This, the fifth album by extraordinary North East story-tellers, The Young ‘Uns is taking a while to process. They promise “folk songs for our time” but they don’t say “folk songs that will reach into your chest and wrench out your heart”. Yet this, assuredly, is exactly what Tiny Notes does. As such, it gives you some serious thinking to do.
There’s no gentle easing in either. The first track, Jack Merritt’s Boots, is an acapella celebration of the young man that was killed at The Fishmonger’s Hall a few years ago. It’s defiant and deeply moving, a huge stomp of fury coupled with the trademark Young ‘Uns harmony. It has the same anthemic quality as Tom Paine’s Bones and feels equally important.
It’s this feeling that The Young ‘Uns are communicating folk music of importance that threads through this beautiful album. Sean Cooney has, surely, never written songs that feel as immediate, so vital, as these. His commentary on political and social life is as valid, as crucial, as anything that the BBC, Sky News or The Guardian could come up with. The story of Richard Moore is utterly affecting. The normal harmonies are wonderfully augmented by David Eagle’s piano and violin, sympathetically arranged by Jon Boden, and a story of bravery and forgiveness unfolds. Moore was blinded as a child by a soldier’s bullet in Ireland. He went on to befriend the soldier and made the very best of what had been offered to him.
Similarly personal is Tim Burman. This time the focus of the song is a man killed in the Lockerbie bombing. It’s a love song, one that gazes towards the future and one that utterly crushes the heart. Somehow the instrumentation – again there’s piano and violin here – gives a greater pause for thought. The narrative doesn’t have to be driven along by words so there’s more room for contemplation and more space for tears. If this one doesn’t get you, you probably have a howling void where your soul should be.
It’s the stories that stay with you from Tiny Notes and, just like all the best writers, Cooney knows he has to make it personal. So, the epic Three Dads Walking is the perfect track from this perfect album. With Michael Hughes adding the harmonies to Cooney’s strong voice the story of dads mourning the suicides of their daughters is devastating in its simplicity. The fact that the story is about real dads and their daughters gives it a gut punch intensity.
On an album where virtually every single song is memorable, it’s the title track that will stay with you forever. Paige Hunter leaves the Tiny Notes in question on the Wearmouth Bridge in Sunderland. They are there to help the lost and lonely, to help those who are too desperate to carry on. They are notes of hope, notes of love and this astonishing song does those notes justice. Perhaps that’s the best that can be said of these songs – that they do justice to the people in the stories.
Tiny Notes asks you to “stop, feel your heartbeat”. As you’ll have your heart in your hands at the end of this incredible album, you might as well.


▶ Your assignment
Every line containing the string "pixels" is to be copied from the records.
[[ Records provided open ]]
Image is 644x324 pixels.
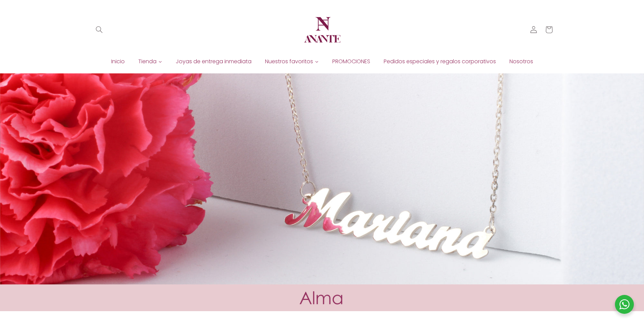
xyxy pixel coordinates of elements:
a: Nosotros [503,57,540,67]
a: Inicio [104,57,131,67]
span: Nosotros [510,58,534,65]
a: Nuestros favoritos [258,57,326,67]
img: Anante Joyería | Diseño en plata y oro [302,10,342,50]
span: Inicio [111,58,124,65]
a: Joyas de entrega inmediata [169,57,258,67]
summary: Búsqueda [92,22,107,38]
a: Tienda [131,57,169,67]
span: Joyas de entrega inmediata [176,58,251,65]
span: Nuestros favoritos [266,58,313,65]
a: Anante Joyería | Diseño en plata y oro [299,7,345,53]
span: Pedidos especiales y regalos corporativos [384,58,496,65]
span: PROMOCIONES [333,58,371,65]
a: Pedidos especiales y regalos corporativos [378,57,503,67]
span: Tienda [139,58,157,65]
a: PROMOCIONES [326,57,378,67]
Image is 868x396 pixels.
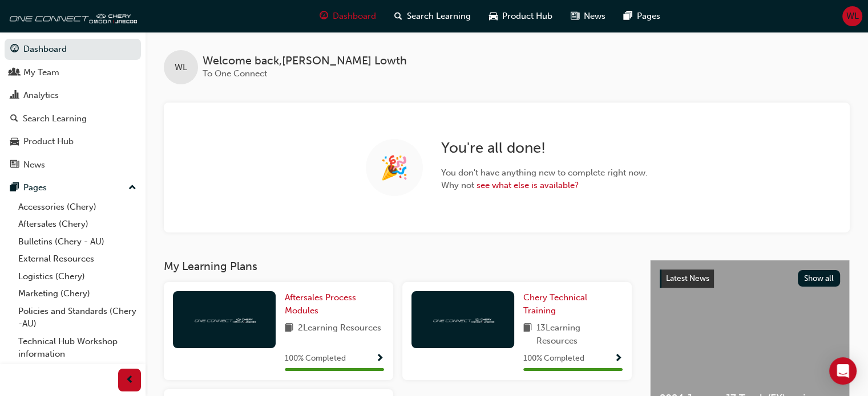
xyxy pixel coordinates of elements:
[5,131,141,153] a: Product Hub
[5,155,141,176] a: News
[10,183,19,193] span: pages-icon
[637,10,660,23] span: Pages
[192,314,255,325] img: oneconnect
[523,322,532,347] span: book-icon
[285,291,384,317] a: Aftersales Process Modules
[666,274,709,283] span: Latest News
[298,322,381,336] span: 2 Learning Resources
[523,353,584,365] span: 100 % Completed
[10,91,19,101] span: chart-icon
[285,353,346,365] span: 100 % Completed
[5,36,141,177] button: DashboardMy TeamAnalyticsSearch LearningProduct HubNews
[319,9,328,23] span: guage-icon
[128,181,136,196] span: up-icon
[14,268,141,285] a: Logistics (Chery)
[14,250,141,268] a: External Resources
[431,314,494,325] img: oneconnect
[385,5,479,28] a: search-iconSearch Learning
[14,285,141,303] a: Marketing (Chery)
[614,352,622,366] button: Show Progress
[125,374,134,388] span: prev-icon
[285,292,356,316] span: Aftersales Process Modules
[489,9,498,23] span: car-icon
[14,363,141,381] a: All Pages
[375,352,384,366] button: Show Progress
[842,6,862,26] button: WL
[332,10,376,23] span: Dashboard
[479,5,561,28] a: car-iconProduct Hub
[10,137,19,147] span: car-icon
[477,181,578,190] a: see what else is available?
[10,114,18,125] span: search-icon
[23,89,59,102] div: Analytics
[846,10,859,23] span: WL
[407,10,470,23] span: Search Learning
[14,303,141,333] a: Policies and Standards (Chery -AU)
[523,291,622,317] a: Chery Technical Training
[14,199,141,216] a: Accessories (Chery)
[536,322,622,347] span: 13 Learning Resources
[797,270,841,287] button: Show all
[14,215,141,233] a: Aftersales (Chery)
[10,45,19,55] span: guage-icon
[202,69,267,78] span: To One Connect
[23,113,87,125] div: Search Learning
[614,354,622,365] span: Show Progress
[380,162,409,174] span: 🎉
[5,38,141,60] a: Dashboard
[310,5,385,28] a: guage-iconDashboard
[394,9,402,23] span: search-icon
[441,179,648,192] span: Why not
[523,292,587,316] span: Chery Technical Training
[659,270,840,288] a: Latest NewsShow all
[14,333,141,363] a: Technical Hub Workshop information
[174,61,187,74] span: WL
[23,135,74,148] div: Product Hub
[285,322,293,336] span: book-icon
[615,5,669,28] a: pages-iconPages
[5,108,141,129] a: Search Learning
[23,66,59,79] div: My Team
[5,62,141,83] a: My Team
[23,159,45,171] div: News
[6,5,137,27] img: oneconnect
[5,85,141,106] a: Analytics
[441,167,648,180] span: You don't have anything new to complete right now.
[375,354,384,365] span: Show Progress
[584,10,606,23] span: News
[624,9,632,23] span: pages-icon
[10,68,19,78] span: people-icon
[23,181,47,195] div: Pages
[561,5,615,28] a: news-iconNews
[829,358,856,385] div: Open Intercom Messenger
[202,55,407,68] span: Welcome back , [PERSON_NAME] Lowth
[5,177,141,199] button: Pages
[14,233,141,251] a: Bulletins (Chery - AU)
[570,9,579,23] span: news-icon
[441,139,648,157] h2: You're all done!
[164,260,631,273] h3: My Learning Plans
[10,160,19,171] span: news-icon
[502,10,552,23] span: Product Hub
[[ Records provided closed ]]
▶ Exercise solution
Image is 644x324 pixels.
Image is 868x396 pixels.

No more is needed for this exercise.